| | | | | JPMorgan's quant guru crunched the numbers around the recent yield-curve inversion and reached a shockingly bullish conclusion for stocks over the next 30 months - Curiosity around how the inverted yield curve will impact stocks has skyrocketed over the past few days, after a key signal flashed last week.
- According to Marko Kolanovic, JPMorgan's head of global quantitative and derivatives strategy, there's a bullish historical pattern that could work in the stock market's favor once again.
Strategists across Wall Street have been fielding a flood of client questions about the inverted yield curve over the past week.
They of course include Marko Kolanovic, JPMorgan's head of global quantitative and derivatives strategy, whose research is so impactful that it moves markets.

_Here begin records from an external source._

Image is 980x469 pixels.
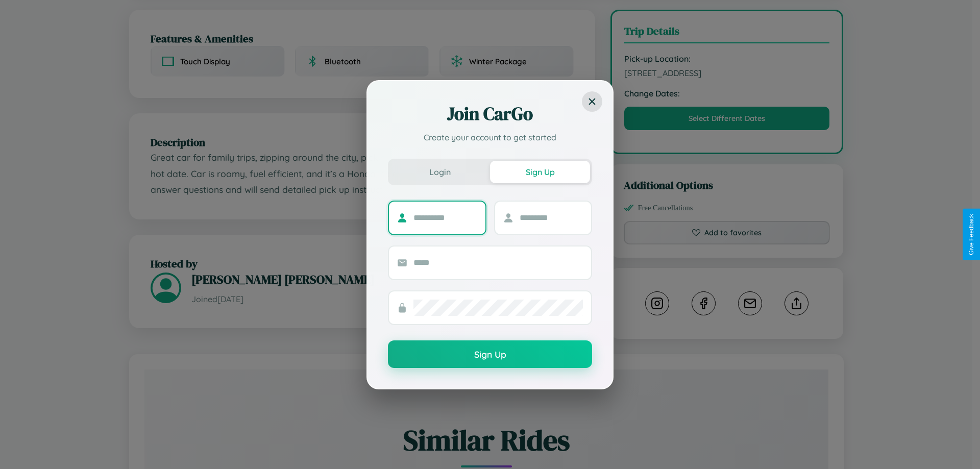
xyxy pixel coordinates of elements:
button: Login [390,161,490,183]
button: Sign Up [388,340,592,368]
p: Create your account to get started [388,131,592,143]
div: Give Feedback [968,213,975,255]
h2: Join CarGo [388,102,592,126]
button: Sign Up [490,161,590,183]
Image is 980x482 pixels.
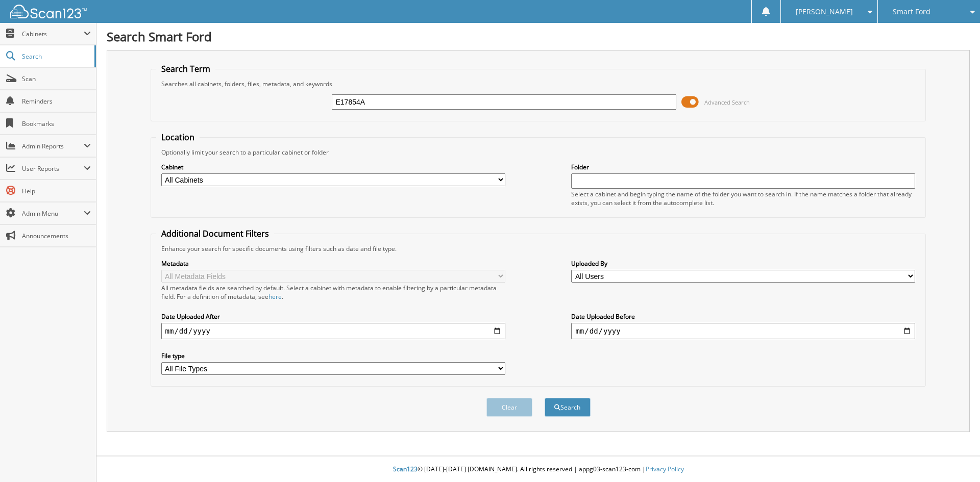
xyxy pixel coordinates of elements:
div: Enhance your search for specific documents using filters such as date and file type. [156,244,920,253]
input: end [571,323,915,339]
label: Uploaded By [571,259,915,268]
label: Folder [571,163,915,172]
div: All metadata fields are searched by default. Select a cabinet with metadata to enable filtering b... [161,284,505,301]
a: here [269,293,281,301]
h1: Search Smart Ford [107,29,970,45]
span: Announcements [22,231,91,240]
span: [PERSON_NAME] [795,9,852,15]
span: Advanced Search [704,98,749,106]
span: Bookmarks [22,119,91,128]
legend: Additional Document Filters [156,228,274,239]
span: Search [22,52,89,60]
span: Scan [22,74,91,83]
span: Admin Menu [22,209,84,218]
span: User Reports [22,164,84,173]
label: Date Uploaded Before [571,313,915,321]
div: Searches all cabinets, folders, files, metadata, and keywords [156,79,920,88]
button: Search [545,398,591,417]
a: Privacy Policy [646,465,684,473]
span: Reminders [22,97,91,105]
span: Help [22,187,91,195]
span: Admin Reports [22,142,84,150]
span: Cabinets [22,29,84,38]
img: scan123-logo-white.svg [10,4,86,18]
label: File type [161,352,505,360]
label: Cabinet [161,163,505,172]
div: © [DATE]-[DATE] [DOMAIN_NAME]. All rights reserved | appg03-scan123-com | [97,457,980,482]
label: Metadata [161,259,505,268]
div: Select a cabinet and begin typing the name of the folder you want to search in. If the name match... [571,190,915,207]
span: Smart Ford [893,9,930,15]
input: start [161,323,505,339]
button: Clear [486,398,532,417]
legend: Location [156,131,199,143]
div: Optionally limit your search to a particular cabinet or folder [156,148,920,156]
label: Date Uploaded After [161,313,505,321]
legend: Search Term [156,63,215,74]
span: Scan123 [393,465,417,473]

Interest in the gap between short- and long-term interest rates has spiked since Friday, when the 10-year yield fell below its 3-month counterpart for the first time since 2007. The inversion was monumental because similar occurrences have preceded every recession since 1955 — and this one came just as investors were fretting about global growth and interest-rate cuts.
But does this inversion mean it's time to throw in the towel and sell everything? Not so fast, according to the historical track record Kolanovic laid out in a recent client note. He finds it could be at least two years before the S&P 500 delivers below-average returns, according to his study of prior yield-curve inversions.

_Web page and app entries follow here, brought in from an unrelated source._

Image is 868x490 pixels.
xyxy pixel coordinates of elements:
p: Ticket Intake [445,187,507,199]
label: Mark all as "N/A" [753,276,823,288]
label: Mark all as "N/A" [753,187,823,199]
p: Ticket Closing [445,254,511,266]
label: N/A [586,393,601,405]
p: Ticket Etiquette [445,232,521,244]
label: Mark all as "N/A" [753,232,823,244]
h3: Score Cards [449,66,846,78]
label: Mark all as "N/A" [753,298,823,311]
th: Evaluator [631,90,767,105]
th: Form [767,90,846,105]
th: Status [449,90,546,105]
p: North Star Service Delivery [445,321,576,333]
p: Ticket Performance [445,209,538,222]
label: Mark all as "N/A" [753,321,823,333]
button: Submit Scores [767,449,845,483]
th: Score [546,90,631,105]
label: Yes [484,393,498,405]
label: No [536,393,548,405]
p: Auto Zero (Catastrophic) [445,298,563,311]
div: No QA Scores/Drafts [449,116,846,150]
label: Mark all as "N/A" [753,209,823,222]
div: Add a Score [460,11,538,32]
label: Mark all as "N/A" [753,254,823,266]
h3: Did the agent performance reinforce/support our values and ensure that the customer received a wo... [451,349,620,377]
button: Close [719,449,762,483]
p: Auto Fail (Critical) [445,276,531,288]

The 1o-year/3-month spread has turned negative four times before: in 1978, 1989, 1998, and 2006.
It's admittedly a small sample size, but Kolanovic finds sufficient similarities between present-day monetary policy and what prevailed during those episodes. Specifically, inversions tend to happen because the Federal Reserve is raising interest rates. And as of right now, the market is still digesting the four that occurred last year and debating whether the central bank went too far.
Another thread that ran through all prior yield-curve inversions was that the Fed stopped hiking rates and put its plans on hold while waiting for economic growth to improve. That's exactly what is happening today.

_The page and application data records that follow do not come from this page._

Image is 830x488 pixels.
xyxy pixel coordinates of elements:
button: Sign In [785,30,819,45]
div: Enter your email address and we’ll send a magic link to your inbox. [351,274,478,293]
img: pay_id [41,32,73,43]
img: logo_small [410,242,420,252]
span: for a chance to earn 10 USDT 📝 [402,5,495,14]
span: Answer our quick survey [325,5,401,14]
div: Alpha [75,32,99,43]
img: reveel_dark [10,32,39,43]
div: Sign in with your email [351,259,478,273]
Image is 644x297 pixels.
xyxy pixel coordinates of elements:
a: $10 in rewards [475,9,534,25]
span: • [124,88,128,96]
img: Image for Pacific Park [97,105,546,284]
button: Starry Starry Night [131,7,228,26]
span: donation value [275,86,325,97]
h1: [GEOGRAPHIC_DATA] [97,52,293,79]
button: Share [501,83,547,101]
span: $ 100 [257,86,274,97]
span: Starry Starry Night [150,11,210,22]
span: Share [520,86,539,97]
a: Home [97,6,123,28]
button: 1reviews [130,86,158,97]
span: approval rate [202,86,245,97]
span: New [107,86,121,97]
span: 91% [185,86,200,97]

Kolanovic also mentioned some notable contrasts to prior inversions that could change the dynamic going forward. Negative or zero interest rates outside the US have increased the appeal of Treasurys, thereby keeping the benchmark 10-year yield "artificially lower." And, the global economic cycle is being driven more by China than the Fed nowadays.
With the fundamentals established, Kolanovic looked into the raw numbers on how stocks typically react after a yield curve inversion. As this chart shows, S&P 500 returns remained above average for up to 30 months after prior inversions.
History suggests that the inverted yield curve is signaling a forthcoming recession. But even if that's the eventual outcome, Kolanovic identified three catalysts that could allow stocks to grind higher in the interim: - Negative yields outside the US and lower interest rates for longer should support higher P/E valuations.
- A turn in China's economy may prolong the cycle well beyond the timeframes that historical inversions suggest.
- Political developments, including the conclusion of the Mueller investigation, could make room for more pro-growth policies like infrastructure spending.